Hank Aaron, absolute zero, abstract expressionism—these are just a few of the 5,000 terms that University of Virginia professor E. D. Hirsch Jr. included in his 1987 book Cultural Literacy: What Every American Needs to Know. This book and his subsequent titles like The Schools We Need and Why We Don’t Have Them (1996) influenced much of the educational reform in the United States over the last 20 years.

According to School of Education professor Eugene Provenzo, Hirsch’s body of work spurred the conservative movement and increases in standardized testing—“efforts seen reflected in the implementation of the ‘No Child Left Behind’ legislation of the current Bush administration.”

In his new book, Critical Literacy: What Every American Ought to Know (Paradigm Publishers), Provenzo challenges the exclusionary nature of Hirsch’s list, noting that it emphasizes mainstream American culture and marginalizes female, black, Hispanic, gay, and other minority contributions to our national identity. Provenzo supplies his own list of 5,000 terms—concepts like Axis of Evil, blaxploitation, Cuban Missile Crisis, herstory, and Nintendo thumb—that he says should be taught not as an unexamined list of facts but rather as “a starting point for educated discussions that lead to deeper understanding of our diversity and what it means to be a culturally literate American. It’s one of many lists that might be created.”

It took Provenzo about a year to compile the list, relying heavily on suggestions from students and other word-of-mouth contributors. “Getting the first 4,000 terms was easy,” Provenzo says. “It was the last 1,000 that was the most difficult.”

Known for his creativity and aptitude in multimedia, Provenzo has augmented the release of Critical Literacy with a Web site and a sculptural installation. The installation, which was on display at the 2005 American Educational Studies Association meeting in Charlottesville, North Carolina, is an eight-foot-tall wooden column displaying Hirsch’s 5,000 words pasted to its sides, on top of which are the words Knowledge Is Power and Power Is Knowledge spraypainted in black. “The really fun part of the installation is a digital sound recorder embedded into the hollow part of the pillar that plays my voice gently whispering my list of 5,000 words.”

Students are helping to produce the Web site, www.education.miami.edu/ep/cliteracy, which will link each of Provenzo’s 5,000 terms to Web pages with information on the topic.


**What you should do:**
Transcribe all records exactly; omit pictures.

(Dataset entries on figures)
----------

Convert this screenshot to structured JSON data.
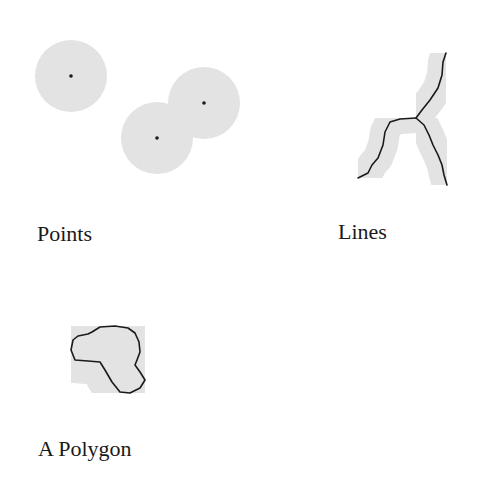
{
  "diagram": {
    "type": "buffer-illustration",
    "colors": {
      "buffer_fill": "#e1e1e1",
      "feature_stroke": "#1a1a1a",
      "label_text": "#1a1a1a",
      "background": "#ffffff"
    },
    "panels": [
      {
        "id": "points",
        "label": "Points",
        "features": [
          {
            "type": "point",
            "x": 71,
            "y": 76,
            "buffer_radius": 36
          },
          {
            "type": "point",
            "x": 204,
            "y": 103,
            "buffer_radius": 36
          },
          {
            "type": "point",
            "x": 157,
            "y": 138,
            "buffer_radius": 36
          }
        ]
      },
      {
        "id": "lines",
        "label": "Lines",
        "features": [
          {
            "type": "line",
            "name": "trunk",
            "points": [
              [
                446,
                53
              ],
              [
                443,
                62
              ],
              [
                442,
                75
              ],
              [
                438,
                88
              ],
              [
                430,
                100
              ],
              [
                422,
                110
              ],
              [
                416,
                118
              ]
            ]
          },
          {
            "type": "line",
            "name": "left-branch",
            "points": [
              [
                416,
                118
              ],
              [
                400,
                119
              ],
              [
                390,
                122
              ],
              [
                385,
                132
              ],
              [
                383,
                145
              ],
              [
                378,
                158
              ],
              [
                372,
                165
              ],
              [
                368,
                173
              ],
              [
                358,
                178
              ]
            ]
          },
          {
            "type": "line",
            "name": "right-branch",
            "points": [
              [
                416,
                118
              ],
              [
                424,
                125
              ],
              [
                429,
                135
              ],
              [
                433,
                145
              ],
              [
                438,
                155
              ],
              [
                442,
                165
              ],
              [
                444,
                175
              ],
              [
                447,
                185
              ]
            ]
          }
        ],
        "buffer_width": 30
      },
      {
        "id": "polygon",
        "label": "A Polygon",
        "features": [
          {
            "type": "polygon",
            "points": [
              [
                73,
                340
              ],
              [
                78,
                336
              ],
              [
                88,
                334
              ],
              [
                92,
                332
              ],
              [
                100,
                327
              ],
              [
                115,
                326
              ],
              [
                128,
                328
              ],
              [
                135,
                333
              ],
              [
                139,
                342
              ],
              [
                140,
                352
              ],
              [
                137,
                360
              ],
              [
                135,
                365
              ],
              [
                140,
                372
              ],
              [
                145,
                380
              ],
              [
                140,
                388
              ],
              [
                130,
                393
              ],
              [
                120,
                392
              ],
              [
                112,
                382
              ],
              [
                105,
                370
              ],
              [
                100,
                362
              ],
              [
                88,
                361
              ],
              [
                75,
                360
              ],
              [
                71,
                350
              ]
            ]
          }
        ]
      }
    ]
  }
}
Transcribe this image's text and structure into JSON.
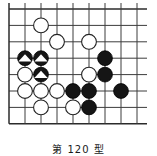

----------

**Result:**
Convert this screenshot to structured JSON data.
{
  "diagram": {
    "type": "buffer-illustration",
    "colors": {
      "buffer_fill": "#e1e1e1",
      "feature_stroke": "#1a1a1a",
      "label_text": "#1a1a1a",
      "background": "#ffffff"
    },
    "panels": [
      {
        "id": "points",
        "label": "Points",
        "features": [
          {
            "type": "point",
            "x": 71,
            "y": 76,
            "buffer_radius": 36
          },
          {
            "type": "point",
            "x": 204,
            "y": 103,
            "buffer_radius": 36
          },
          {
            "type": "point",
            "x": 157,
            "y": 138,
            "buffer_radius": 36
          }
        ]
      },
      {
        "id": "lines",
        "label": "Lines",
        "features": [
          {
            "type": "line",
            "name": "trunk",
            "points": [
              [
                446,
                53
              ],
              [
                443,
                62
              ],
              [
                442,
                75
              ],
              [
                438,
                88
              ],
              [
                430,
                100
              ],
              [
                422,
                110
              ],
              [
                416,
                118
              ]
            ]
          },
          {
            "type": "line",
            "name": "left-branch",
            "points": [
              [
                416,
                118
              ],
              [
                400,
                119
              ],
              [
                390,
                122
              ],
              [
                385,
                132
              ],
              [
                383,
                145
              ],
              [
                378,
                158
              ],
              [
                372,
                165
              ],
              [
                368,
                173
              ],
              [
                358,
                178
              ]
            ]
          },
          {
            "type": "line",
            "name": "right-branch",
            "points": [
              [
                416,
                118
              ],
              [
                424,
                125
              ],
              [
                429,
                135
              ],
              [
                433,
                145
              ],
              [
                438,
                155
              ],
              [
                442,
                165
              ],
              [
                444,
                175
              ],
              [
                447,
                185
              ]
            ]
          }
        ],
        "buffer_width": 30
      },
      {
        "id": "polygon",
        "label": "A Polygon",
        "features": [
          {
            "type": "polygon",
            "points": [
              [
                73,
                340
              ],
              [
                78,
                336
              ],
              [
                88,
                334
              ],
              [
                92,
                332
              ],
              [
                100,
                327
              ],
              [
                115,
                326
              ],
              [
                128,
                328
              ],
              [
                135,
                333
              ],
              [
                139,
                342
              ],
              [
                140,
                352
              ],
              [
                137,
                360
              ],
              [
                135,
                365
              ],
              [
                140,
                372
              ],
              [
                145,
                380
              ],
              [
                140,
                388
              ],
              [
                130,
                393
              ],
              [
                120,
                392
              ],
              [
                112,
                382
              ],
              [
                105,
                370
              ],
              [
                100,
                362
              ],
              [
                88,
                361
              ],
              [
                75,
                360
              ],
              [
                71,
                350
              ]
            ]
          }
        ]
      }
    ]
  }
}
Transcribe this image's text and structure into JSON.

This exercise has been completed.